FARGO (KFGO) – Thirty-two years to the day, federal investigators announced charges Monday against a Libyan man accused of being a bomb-maker in the 1988 bombing of Pan Am Flight 103 over Lockerbie, Scotland that killed 270 people, including a young Fargo man.
The suspect, a former Libyan intelligence officer and an explosives expert, Abu Agela Masud Kheir Al-Marimi is not yet in U.S. custody and is currently in prison in Libya.
Steve Berrell, the 20-year-old son of Bob and Sally Berrell of Fargo, was part of a group of 35 students from New York’s Syracuse University who were returning from a trip to Europe when the aircraft exploded.
Bob Berrell told KFGO News, it was suspected for some time that the man now charged was one of those who were involved in the bombing. He said the death of their son is with them “every day” and he politely declined to comment further, a decision he and his wife made earlier.
ORIGINAL STORY:
WASHINGTON (REUTERS/KFGO) – The U-S has unsealed criminal charges against another suspect in the 1988 bombing of Pan Am Flight 103 over Lockerbie, Scotland that killed 270 people, mostly Americans. The 32-year anniversary of the bombing is Monday.
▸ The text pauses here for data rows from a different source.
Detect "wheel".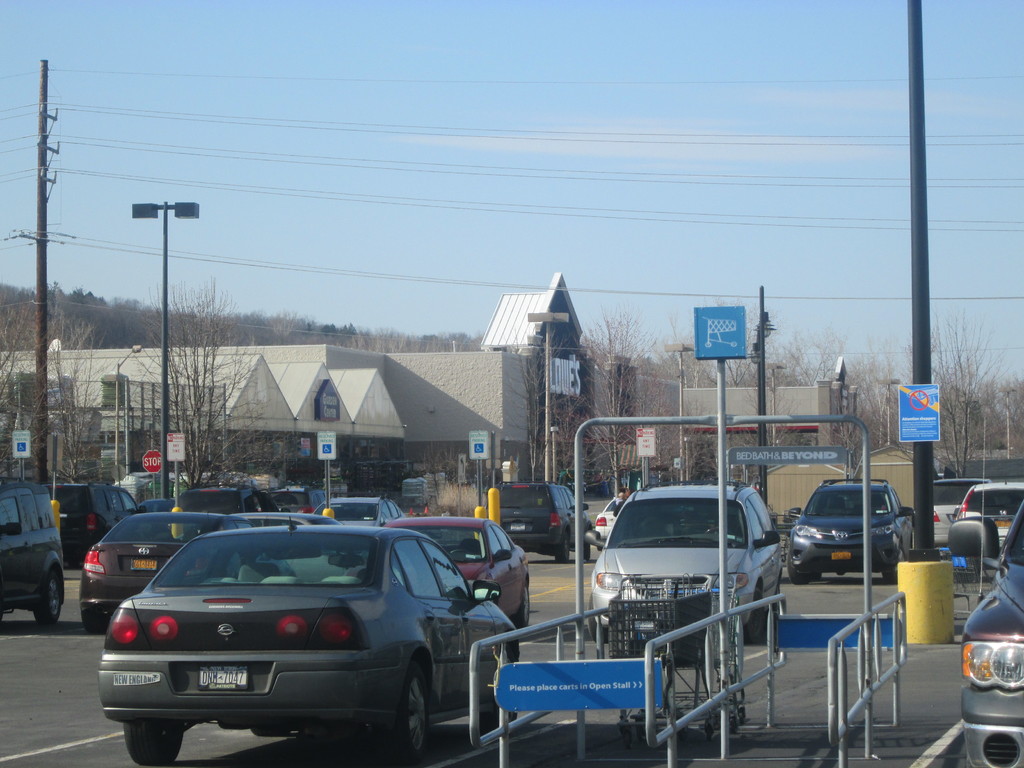
Detected at box=[707, 525, 729, 532].
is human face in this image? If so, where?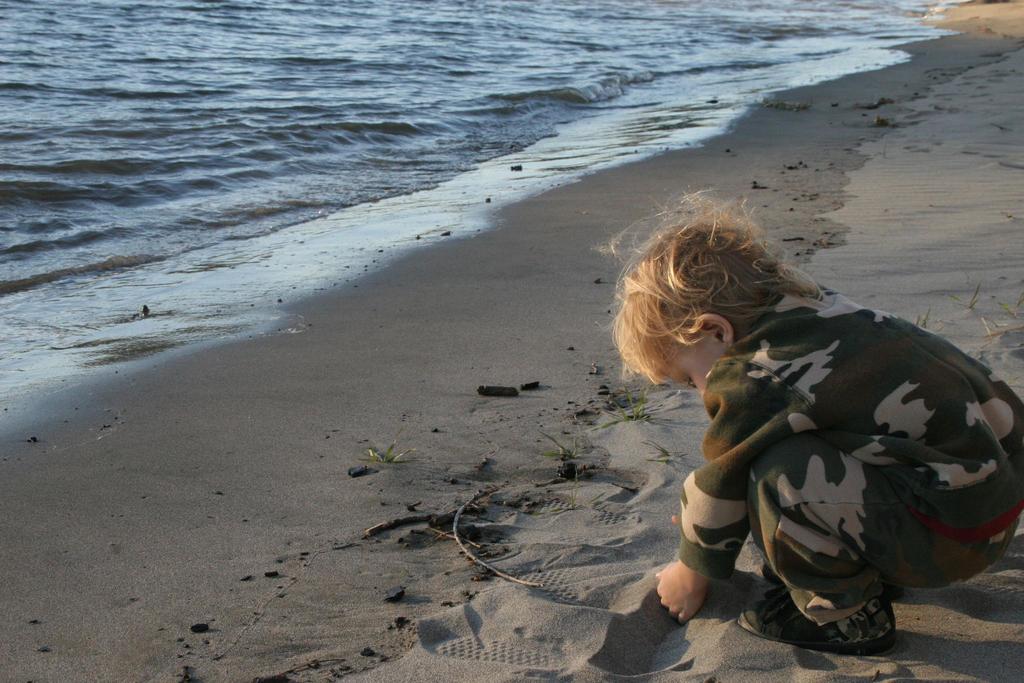
Yes, at <region>671, 335, 720, 404</region>.
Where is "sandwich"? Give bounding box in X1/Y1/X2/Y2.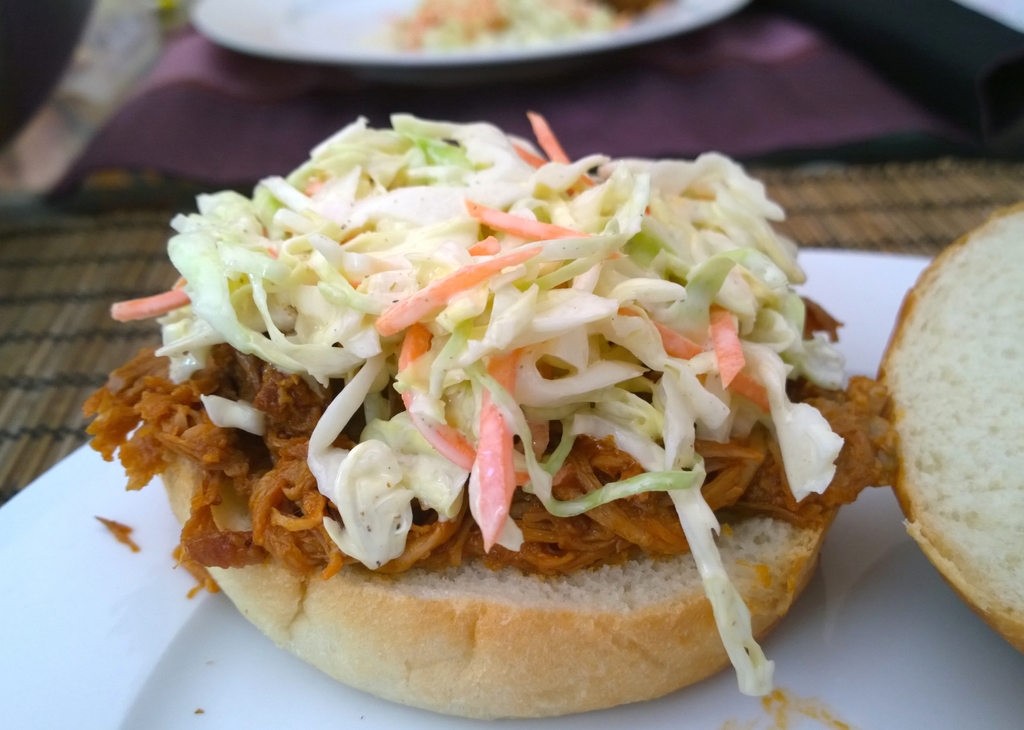
872/201/1023/658.
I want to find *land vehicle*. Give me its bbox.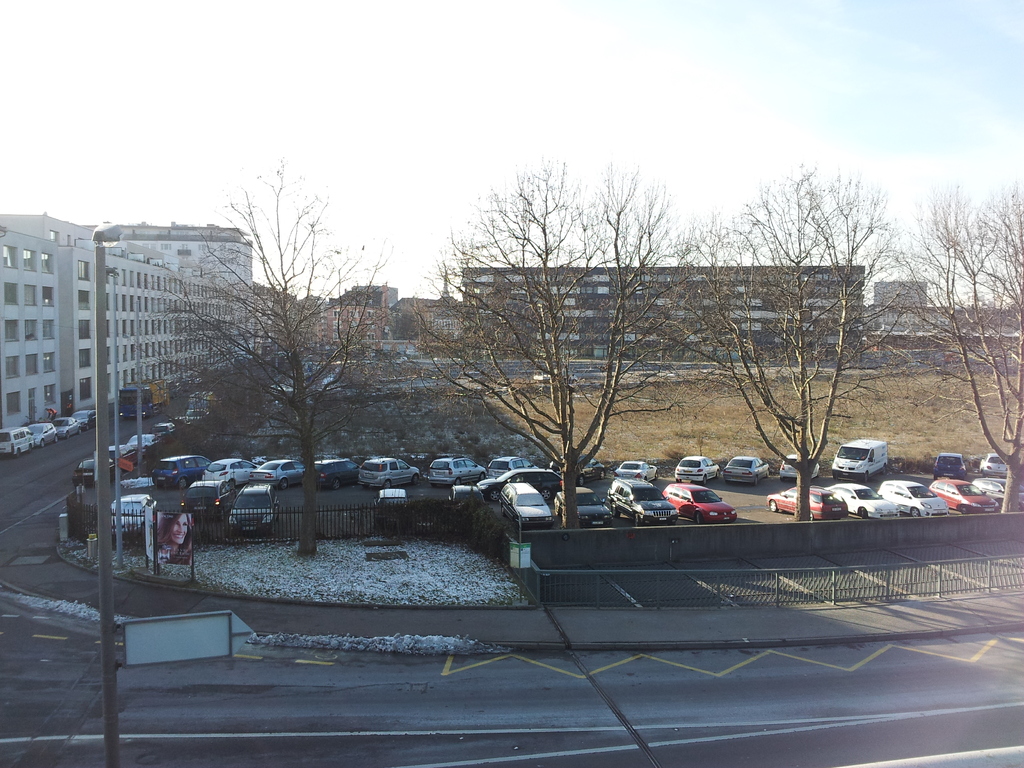
box(109, 492, 159, 539).
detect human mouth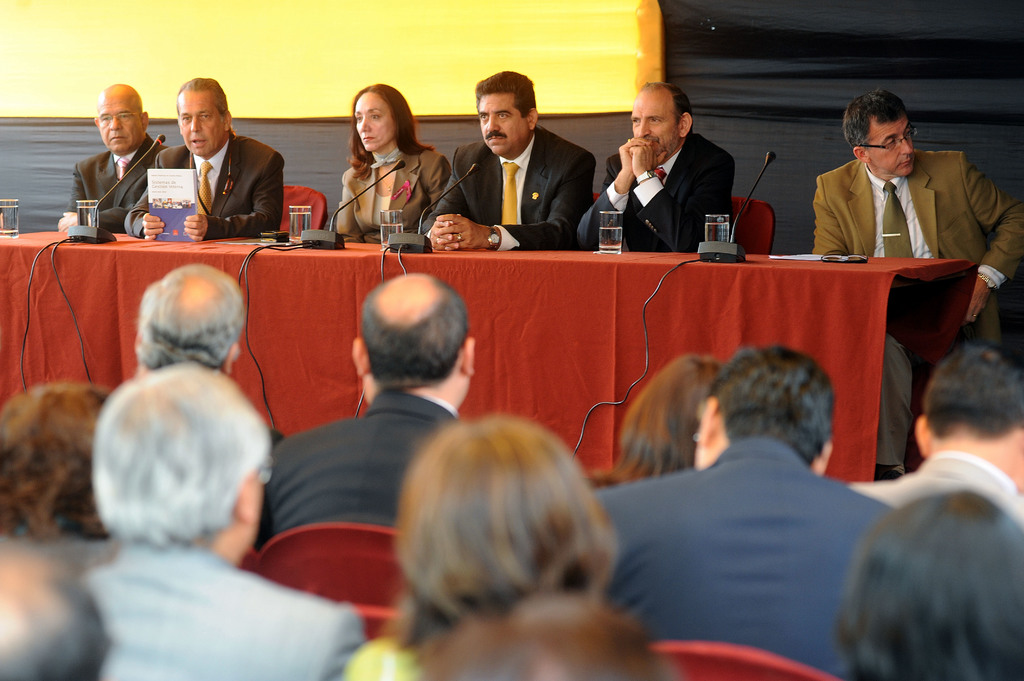
<bbox>189, 136, 206, 148</bbox>
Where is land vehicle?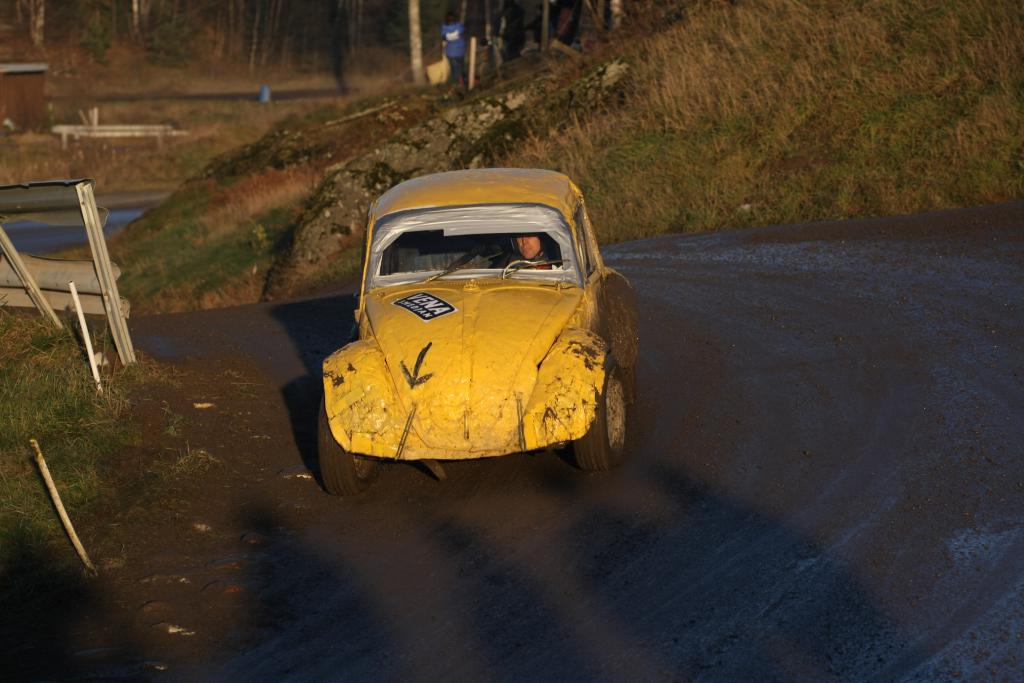
{"left": 311, "top": 167, "right": 644, "bottom": 493}.
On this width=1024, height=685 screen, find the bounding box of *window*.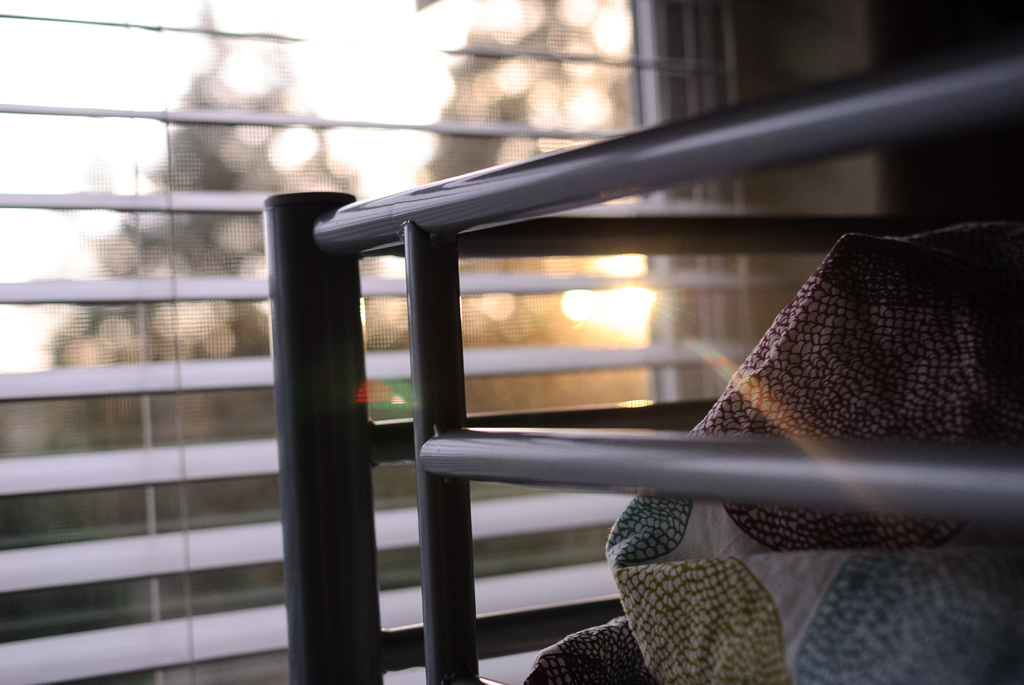
Bounding box: [x1=0, y1=0, x2=892, y2=684].
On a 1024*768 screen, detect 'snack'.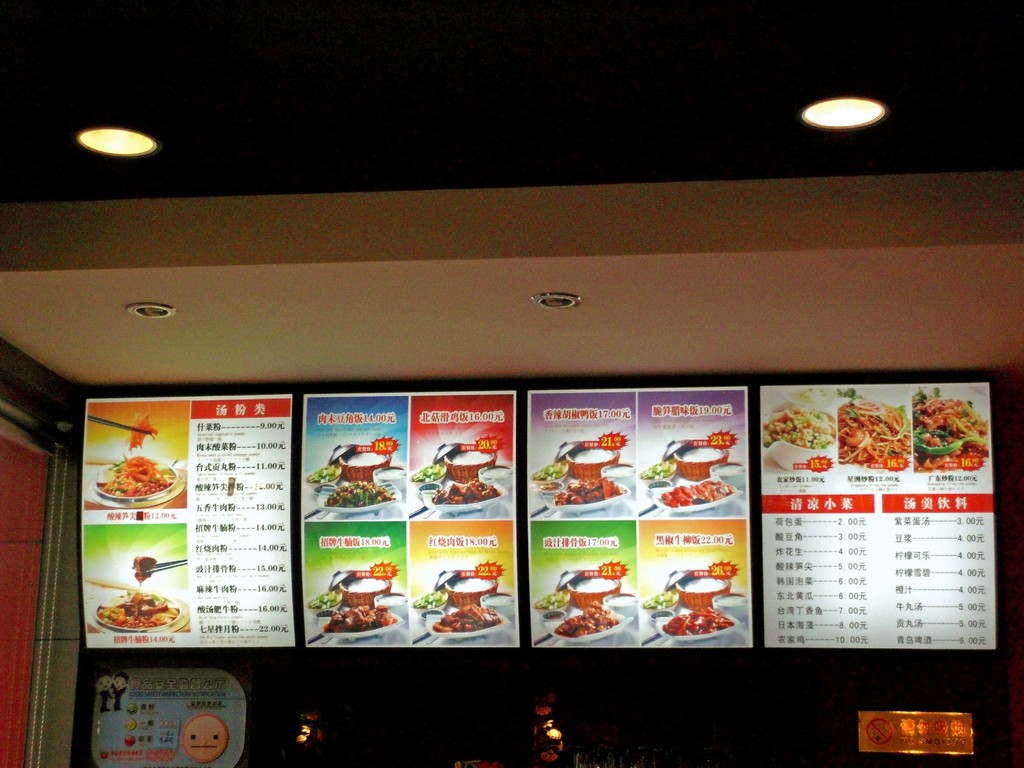
x1=914 y1=397 x2=988 y2=467.
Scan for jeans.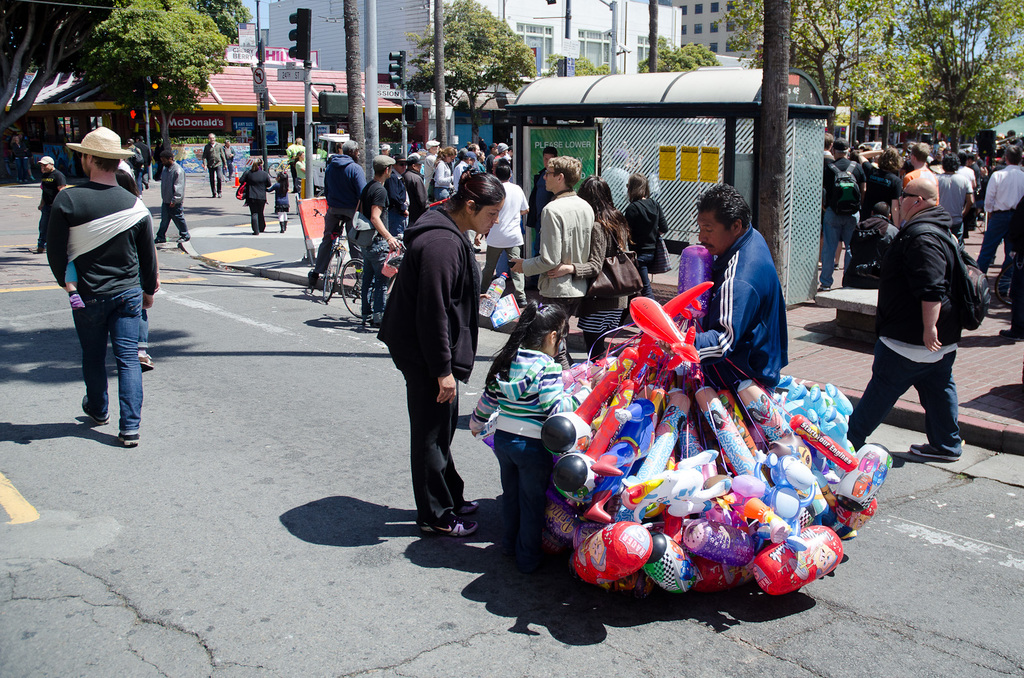
Scan result: bbox(819, 207, 860, 290).
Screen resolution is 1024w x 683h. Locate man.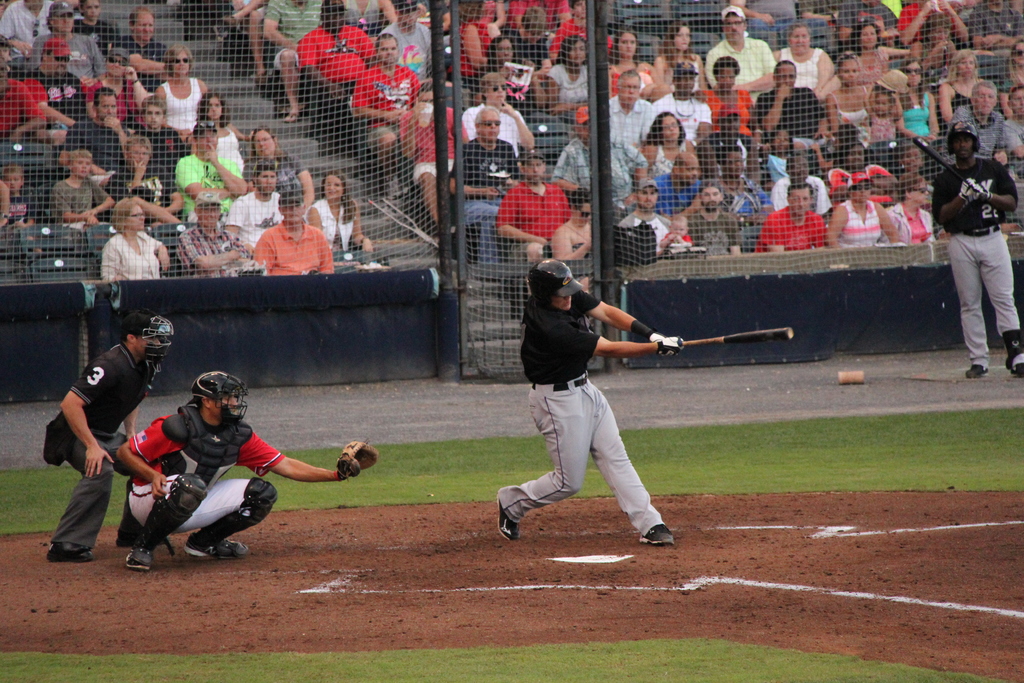
750/54/825/168.
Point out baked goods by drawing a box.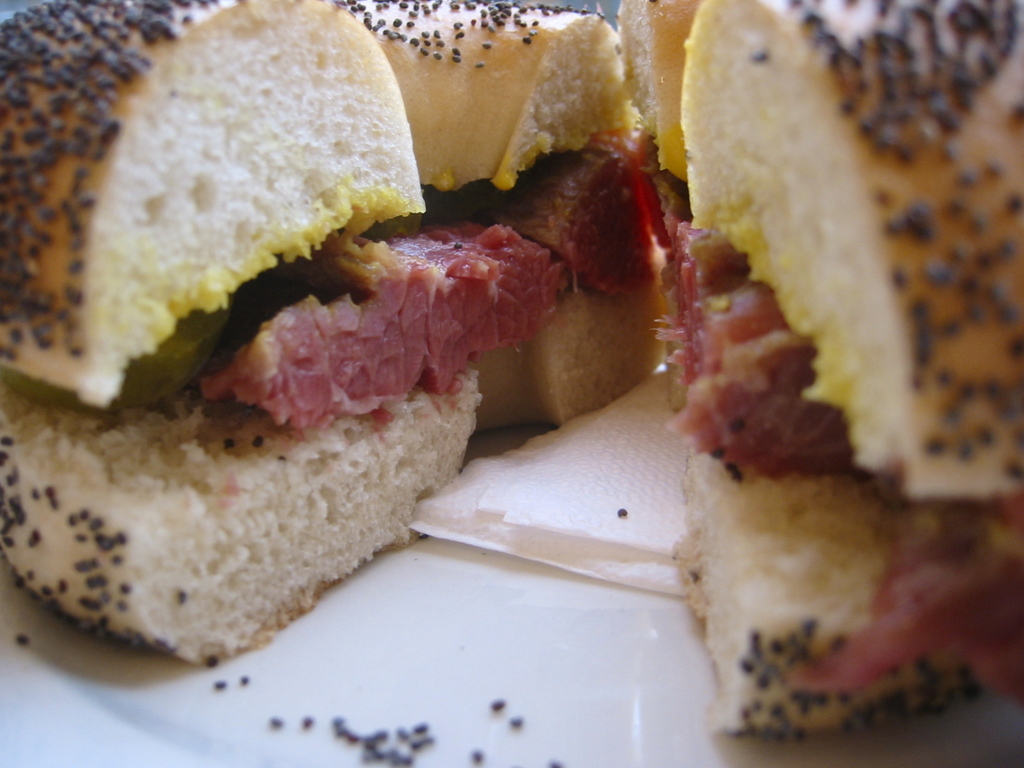
0, 0, 664, 668.
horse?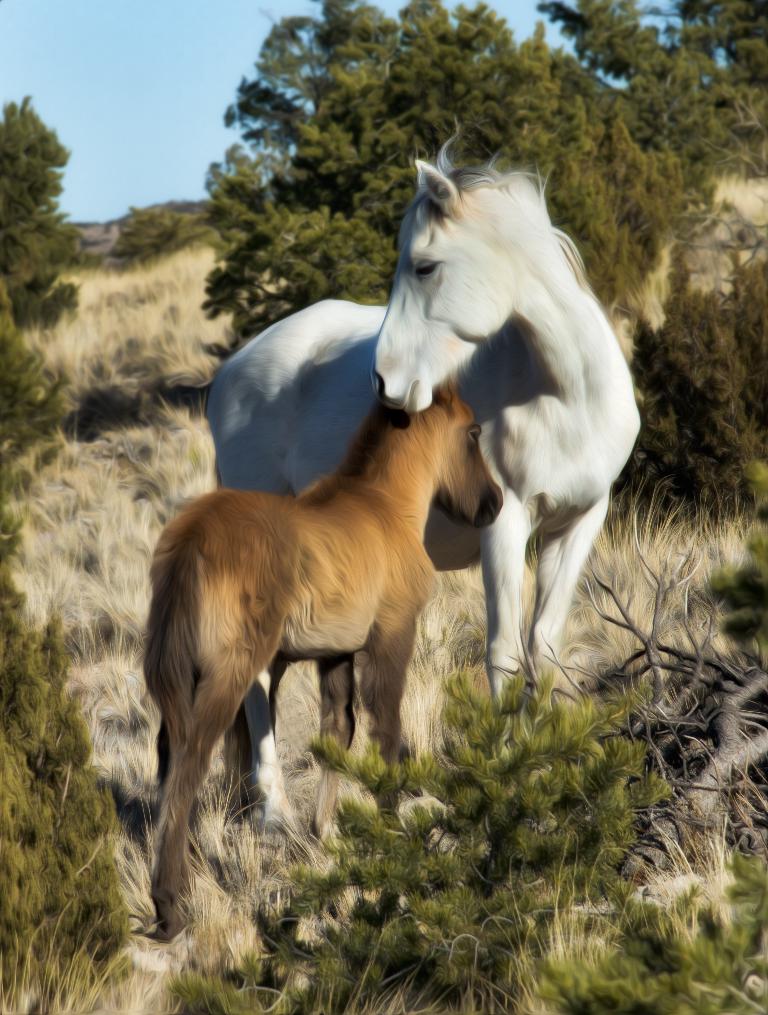
203 112 644 829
Among the victims of the terrorist bombing was 20-year old Steve Berrrel, the son of Bob and Sally Berrell of Fargo. Steve Berrell was with a group of 35 students from New York’s Syracuse University who were returning from a trip to Europe, just four days before Christmas.
The case will mark the second time Attorney General William Barr has overseen charges in connection with the bombing.
During Barr’s first stint as attorney general under President George H.W. Bush, the Justice Department indicted two Libyan Intelligence Agency operatives – Abdel Basset Ali Al-Megrahi and Lamen Khalifa Fhimah – for building a plastic bomb with a timer, hiding it inside a suitcase and planting it on an Air Malta flight.
The suitcase was eventually transferred to Pan Am Flight 103. “We will not rest until all those responsible are
brought to justice. We have no higher priority,” Barr said in 1991, at the time the indictment was unveiled. Parallel charges were also filed against the men in Scotland.
Since then, only one person has been brought to justice.
Megrahi was found guilty in Scotland of the Lockerbie bombing in 2001. He was freed in 2009 on compassionate release grounds and returned to Libya because he had terminal cancer. He died in 2012.
His release back to Libya at the time infuriated the Justice Department, which had the indictment against him pending and was still investigating the bombing.